Mind your Black Friday message

Messaging is a very powerful tool in business, life and anywhere we communicate really. As my inbox has been bloated all week with Black Friday offers, it bothered me to see so many great brands discounting even in territories where Thanksgiving isn’t celebrated. We are an increasingly global world, I get that, but I also like the quirky local events to remain local rather than to become global commercial phenomena.

Discounting no matter for what reason, may create the perception of cheap and desperate. Since last Monday anything from consumer goods, to restaurants, courses, memberships, softwares, etc. have paraded through my inbox with 50 to 75% off deals. One begs the question how their prices were so inflated in the first place, if they can afford to deflate them so much for “Black Friday”. The first mail got some attention, but after about 30, and it’s not even Friday yet, I have to say it starting to have an air of desperation about it.

Attaching discounts or special pricing to an event, has been an age old marketing trick the world over. But if you think of it from the customer or potential customers’ perspective, you have now successfully devalued your price and for your shareholders probably your profit margin also. I used to work with sales people, who often generously dish out discounts to close a deal. Each time we calculated how much revenue (and commission) they lost out on, usually turned the lights back on to being much more convincing on the benefits of the product or service. Maybe this memo has not reached marketing yet and maybe they are not measured by the same key performance indicators and possibly are not commission structured.

Customer centric design would suggest making the customer feel special. Deal hunter types will buy on Black Friday and the occasional more loyal fan. But the reality is most people if the celebrate Thanksgiving they will be with family in either a happy or stressed place. The ones like me, in a different geographic region find the discount bonanza bemusing and after the 5th message start sending them straight to the bin folder.

I have yet to receive gamified offers, which may leave my discount up to chance. From a motivational perspective, I see very little effort being made to appeal to what is happening to me the potential user at this time of year. Assumptions of me being interested in your product are seemingly standard practise. Aggregator companies such as Amazon, Udemy and others representing several brands are a little smarter in offering somewhat more tailored offers based on my previous purchases, but as a rule even there I am pushed to explore irrelevant items.

I think there is scope for a treasure hunt or a spin the wheel deal or similar to have some interaction and some positive feeling in what otherwise seems like a mind-numbing exercise that can affect the company bottomline quite a lot.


**Task brief:** Omit the pictures and copy the entries exactly.

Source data
-- -- --
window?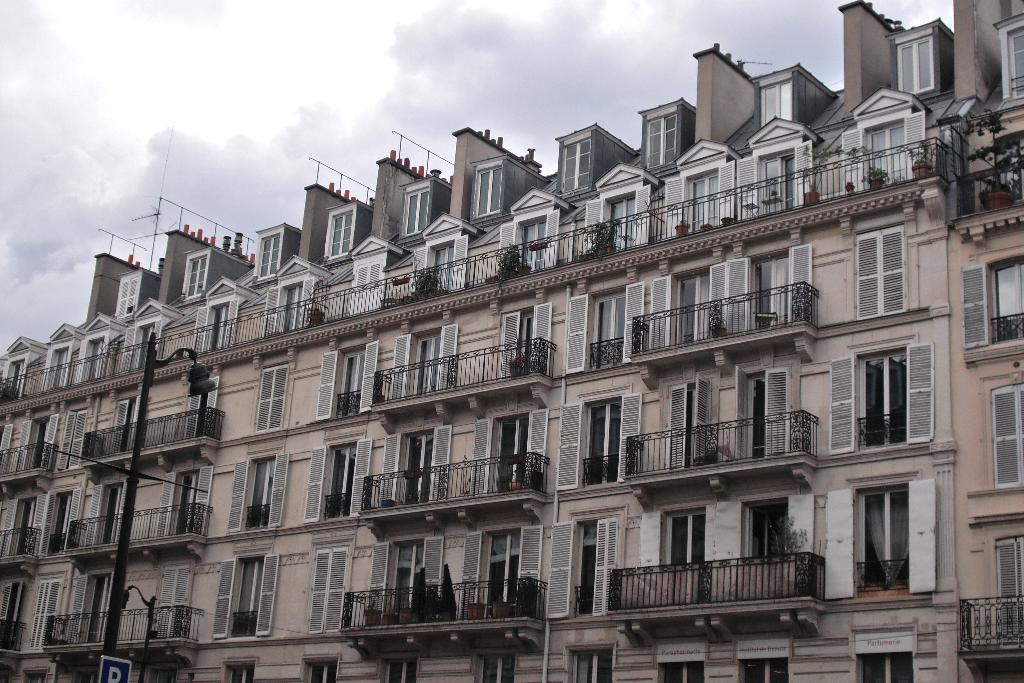
118:293:179:375
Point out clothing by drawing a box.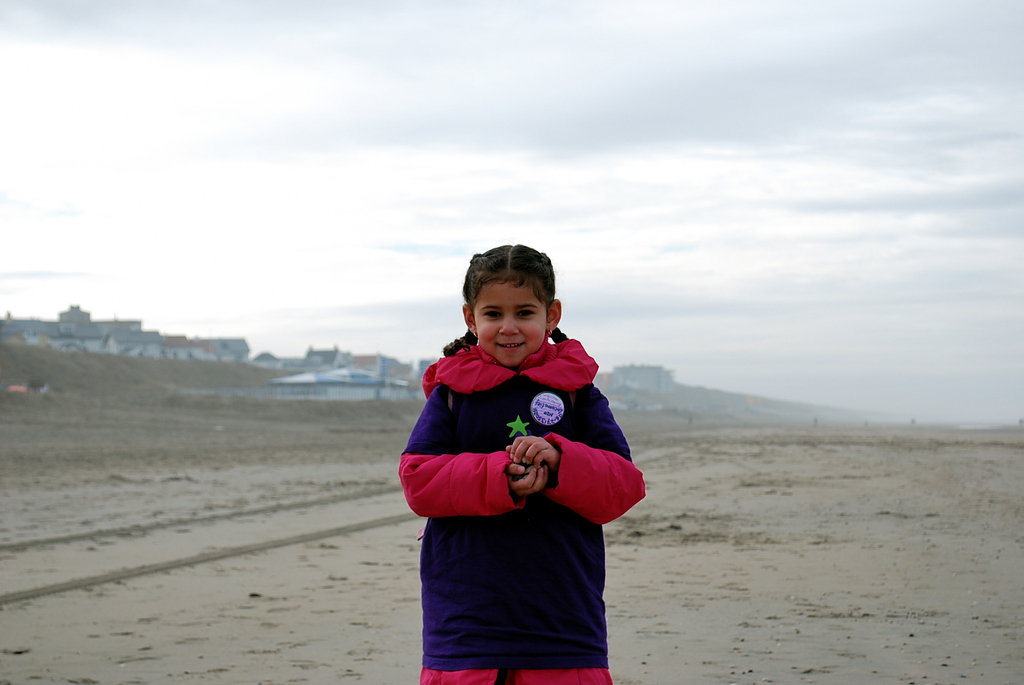
(left=390, top=327, right=658, bottom=684).
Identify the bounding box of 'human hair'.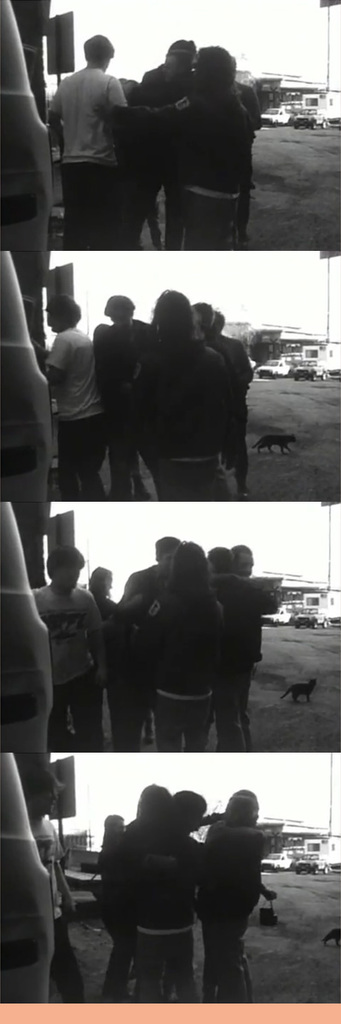
x1=106, y1=297, x2=135, y2=329.
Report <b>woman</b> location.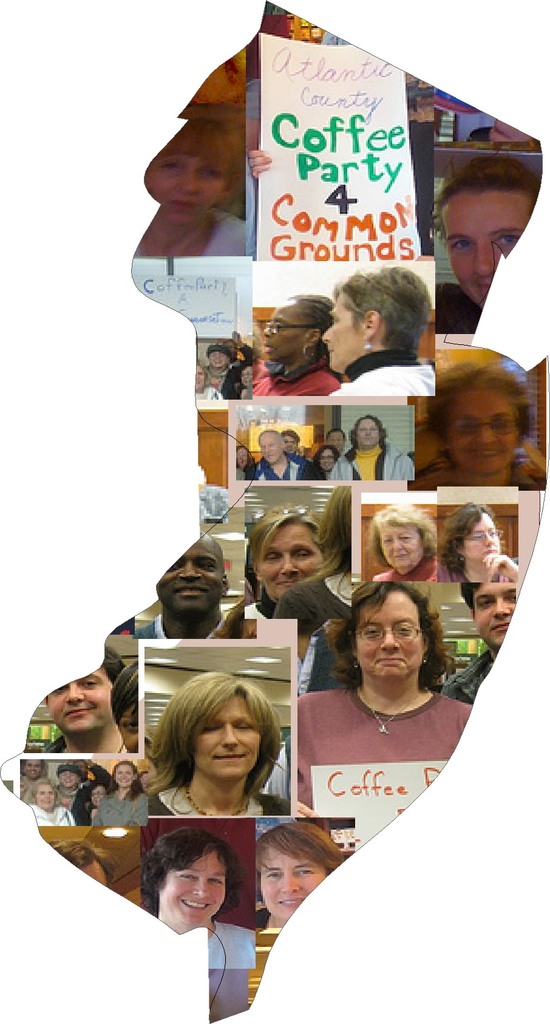
Report: bbox=[408, 355, 549, 495].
-- -- --
**Solution to this exercise:**
window?
118:293:179:375
Point out clothing by drawing a box.
(left=390, top=327, right=658, bottom=684).
Identify the bounding box of 'human hair'.
x1=106, y1=297, x2=135, y2=329.
Report <b>woman</b> location.
Report: bbox=[408, 355, 549, 495].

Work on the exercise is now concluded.